Issue #

23

July 16, 2025

When Simplicity Isn’t an Option

This week: Achieving clarity in complexity without losing nuance.

Insight

Oversimplifying social challenges is tempting.

It gives us the illusion of certainty, of fast progress, of ease. When there’s political pressure, it feels like the only option. That pressure often pushes us to:

  • Frame challenges as isolated problems
  • Choose measurable rather than meaningful KPIs
  • Exclude less visible but crucial actors from solution design

Unfortunately, complexity can’t be made simple, it can only remain hidden. When we try to oversimplify it, we usually come up with solutions that create new problems.

We’d achieve more by seeking clarity over simplicity.

True clarity comes from understanding complexity, not denying it.

Insight in Practice

Here’s what clarity looks like when's simplicity isn’t an option.

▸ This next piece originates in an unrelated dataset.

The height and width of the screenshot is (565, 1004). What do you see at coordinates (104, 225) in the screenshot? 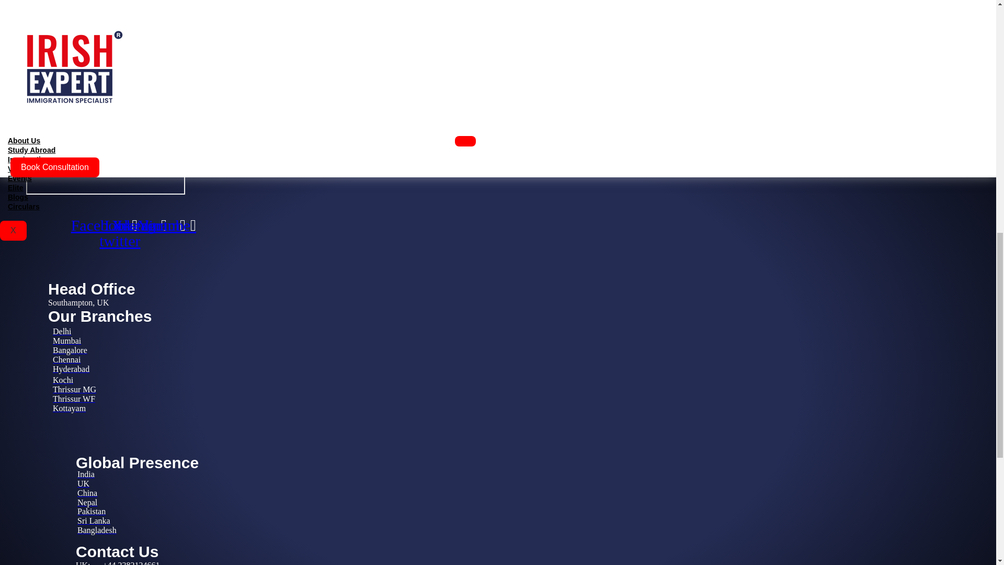
I see `Facebook` at bounding box center [104, 225].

  • Structured transparency.
    Complexity isn’t the enemy. Hidden complexity is. When people see how the parts connect, they can act more effectively and with confidence.
  • Purposeful communication.
    Meaning is more important than information. When people understand what’s at stake and what to do next, things move. This could look like values-based messaging that grounds action in shared purpose, or strategic storytelling that helps teams see the bigger picture.
  • Strategic priorities.
    In a swirl of competing demands, clarity means knowing what truly moves the needle and focusing your energy there.

Taking time to understand and communicate complexity upfront builds real efficiency down the line.

Perspectives

Data visualization reveals the difference between simplicity and clarity—and this graph with 3,282 lines proves it. It’s not the number of lines, it’s how they’re organized and interpreted that makes it readable.

“There are 3,282 lines on the graph—is that uncomplicated? It’s clearly easy to see in the graph how much better Messi and Ronaldo are than the rest of the 3,280 forwards and midfielders over this five-year period.(…) In short, I’m not sure that simplicity is what we should be striving for in our data work. I wouldn’t call the FiveThirtyEight graph “simple,” but I would say that it is “clear.” — PolicyViz, Simplicity vs. Clarity

Working in complex environments means dealing with moving parts that interact in unpredictable ways. You can’t know exactly what will happen, but you can know what’s likely to happen.

That’s the power of probabilistic thinking: instead of betting on a single outcome, you prepare for a range of possibilities. In policy work, this means piloting solutions, stress-testing options, and planning for multiple future states.

“Probabilistic thinking requires managers to abandon deterministic mind-sets and accept that outcomes are uncertain and will continue to be so. In complex environments, it is impossible to predict exactly what will happen, but it is possible to measure the likelihood of various outcomes and prepare for them accordingly.”—Learning to Live with Complexity, HBR

Question to Consider

Where in your work might oversimplification be creating hidden risks or costs?

What nuance are you losing under pressure to move fast?

Quote of The Week

“The key is not to simplify complexity, but to build the capacity to navigate it.”